How I moved my demo SonarQube server to Azure Container Instance

Yesterday I realised that the last time I connected via RDP into a server was back in May.
That talks volumes about how much cloud-native I am doing these days, but it also made me feel the burden of dealing with a Virtual Machine: logging in, dealing with the whole OS, an overall sense of slowness.

The reason why I logged in that VM is because I wanted to update one of my demo instances of SonarQube, which I use in all sorts of demos due to the amount of data I have in there.

It’s been a while since I updated that specific one, so it was about time. That is where my issues started - I tried to update to the latest LTS, no luck because of the version of Java I installed on the VM. The latest version of Java is not supported either, and retrieving specific versions of the JRE/JDK is not exactly straightforward. Then ElasticSearch complained, then something else.

After a while I managed to get to the LTS, but then I had other errors when trying to move to the latest version. It’s not SonarQube’s fault in fairness, as much as mine as I neglected this specific demo instance. It was time to move away from a Virtual Machine and into something nimbler.

SonarSource now offers SonarQube via a Docker image - an amazing start. Running it with the H2 database is a breeze - either in a Web App or a container.

I immediately excluded AKS due to my scenario not requiring the complexity of Kubernetes, so I started looking at Azure Container Instance. This is what you need if you only need to run a container in a lift-and-shift scenario, no need for any extra complexity.

SonarQube in ACI works a charm, but I wanted to use my own database - and that’s where the problems begin. How do you pass the required information to SonarQube if you are running in ACI? And also - how do you keep control over the instance?

So, rolling up my sleeves - you can provision an ACI with Environment Variables which allow a user to inject variables into the target container at startup. SonarQube now supports them - so you need to setup your ACI with them:

If you provision this from scratch please use an ARM template like I did, it will allow you to set the SONARQUBE_JDBC_PASSWORD variable as a secret string!

So you can run SonarQube with a real database. But it won’t start - you will get an error from ElasticSearch. Long story short, you need real, persistent storage for ElasticSearch as you are now running a non-empty instance of SonarQube.

The easiest solution here is to create a Storage Account and to setup file shares to be passed to our ACI as mount points. I did that for the four folders I was really interested in:

I wanted to keep control of the conf folder, the data folder, the extensions folder and the logs folder. Each one of them is mounted on the /opt/sonarqube/<folder> path - hence /opt/sonarqube/conf, /opt/sonarqube/data, etc.

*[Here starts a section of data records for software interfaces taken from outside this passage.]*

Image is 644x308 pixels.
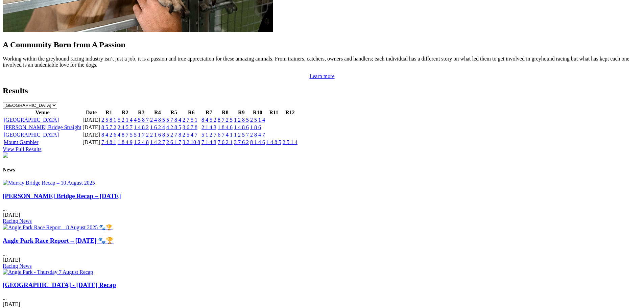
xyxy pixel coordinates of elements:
a: Learn more [309,74,335,79]
div: ... [3,237,641,269]
span: [DATE] [3,212,20,218]
div: ... [3,193,641,225]
a: 5 1 2 7 [201,132,217,138]
a: 5 2 1 4 [118,117,133,123]
th: R3 [133,109,149,116]
a: 2 4 5 7 [118,124,133,130]
th: R1 [101,109,117,116]
a: 4 5 8 7 [133,117,149,123]
a: 8 4 5 2 [201,117,217,123]
a: 5 1 7 2 [133,132,149,138]
a: [PERSON_NAME] Bridge Recap – [DATE] [3,193,121,200]
a: 8 1 4 6 [250,140,265,145]
a: 5 2 7 8 [166,132,181,138]
th: R12 [283,109,297,116]
a: 2 4 8 5 [150,117,165,123]
a: 1 4 8 5 [266,140,281,145]
th: R8 [218,109,233,116]
td: [DATE] [82,139,101,146]
a: 1 6 2 4 [150,124,165,130]
a: Racing News [3,263,32,269]
a: Racing News [3,218,32,224]
th: R10 [250,109,265,116]
th: R6 [182,109,200,116]
h2: Results [3,86,641,95]
th: R4 [150,109,166,116]
a: 7 4 8 1 [101,140,116,145]
a: 1 8 4 6 [218,124,232,130]
th: R9 [233,109,249,116]
a: 1 8 4 9 [118,140,133,145]
a: 2 5 1 4 [250,117,265,123]
a: 7 1 4 3 [201,140,217,145]
a: 1 2 5 7 [234,132,249,138]
a: 4 8 7 5 [118,132,133,138]
th: R7 [201,109,217,116]
a: [GEOGRAPHIC_DATA] [3,132,59,138]
a: 3 2 10 8 [183,140,200,145]
a: View Full Results [3,147,42,152]
a: Angle Park Race Report – [DATE] 🐾🏆 [3,237,114,244]
a: 8 7 2 5 [218,117,232,123]
th: R5 [166,109,181,116]
a: 3 7 6 2 [234,140,249,145]
td: [DATE] [82,132,101,138]
a: 2 5 4 7 [183,132,198,138]
a: 2 5 8 1 [101,117,116,123]
h2: A Community Born from A Passion [3,40,641,49]
a: 1 8 6 [250,124,261,130]
p: Working within the greyhound racing industry isn’t just a job, it is a passion and true appreciat... [3,56,641,68]
a: 2 1 4 3 [201,124,217,130]
a: 1 4 8 6 [234,124,249,130]
a: 2 5 1 4 [283,140,297,145]
a: 4 2 8 5 [166,124,181,130]
a: 2 1 6 8 [150,132,165,138]
th: Venue [3,109,81,116]
a: [GEOGRAPHIC_DATA] - [DATE] Recap [3,281,116,289]
a: [GEOGRAPHIC_DATA] [3,117,59,123]
a: 3 6 7 8 [183,124,198,130]
img: chasers_homepage.jpg [3,153,8,158]
img: Angle Park Race Report – 8 August 2025 🐾🏆 [3,224,113,231]
a: 1 4 2 7 [150,140,165,145]
a: 2 6 1 7 [166,140,181,145]
a: 8 4 2 6 [101,132,116,138]
a: 2 7 5 1 [183,117,198,123]
a: 1 2 4 8 [133,140,149,145]
h4: News [3,167,641,173]
a: 5 7 8 4 [166,117,181,123]
span: [DATE] [3,257,20,263]
td: [DATE] [82,117,101,123]
span: [DATE] [3,301,20,307]
a: 1 4 8 2 [133,124,149,130]
a: 2 8 4 7 [250,132,265,138]
th: R11 [266,109,282,116]
a: 8 5 7 2 [101,124,116,130]
img: Murray Bridge Recap – 10 August 2025 [3,180,95,186]
a: 1 2 8 5 [234,117,249,123]
th: Date [82,109,101,116]
a: 6 7 4 1 [218,132,232,138]
a: 7 6 2 1 [218,140,232,145]
a: [PERSON_NAME] Bridge Straight [3,124,81,130]
th: R2 [117,109,133,116]
a: Mount Gambier [3,140,38,145]
img: Angle Park - Thursday 7 August Recap [3,269,93,275]
td: [DATE] [82,124,101,131]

For the conf folder, the reason why I wanted to keep it under my control was to upload a sonar.properties file containing properties I am interested in overriding by default (like the port to use, or the dreaded sonar.search.javaAdditionalOpts=-Dnode.store.allow_mmapfs=false)

The data folder is necessary for ElasticSearch, the extensions folder is where you will find all the various installed plugins, and the logs folder contains all the SonarQube logs. This allows me to maintain a degree of control over the container in use, while still allowing the image to be refreshed anytime without worrying about breaking changes.

You can find my ARM template and deployment script here - it is very simple, but it works for demo purposes. If you want to make it better, you should tighten the database firewall rules and add a nginx reverse proxy via the sidecar pattern so you can get HTTPS implemented too.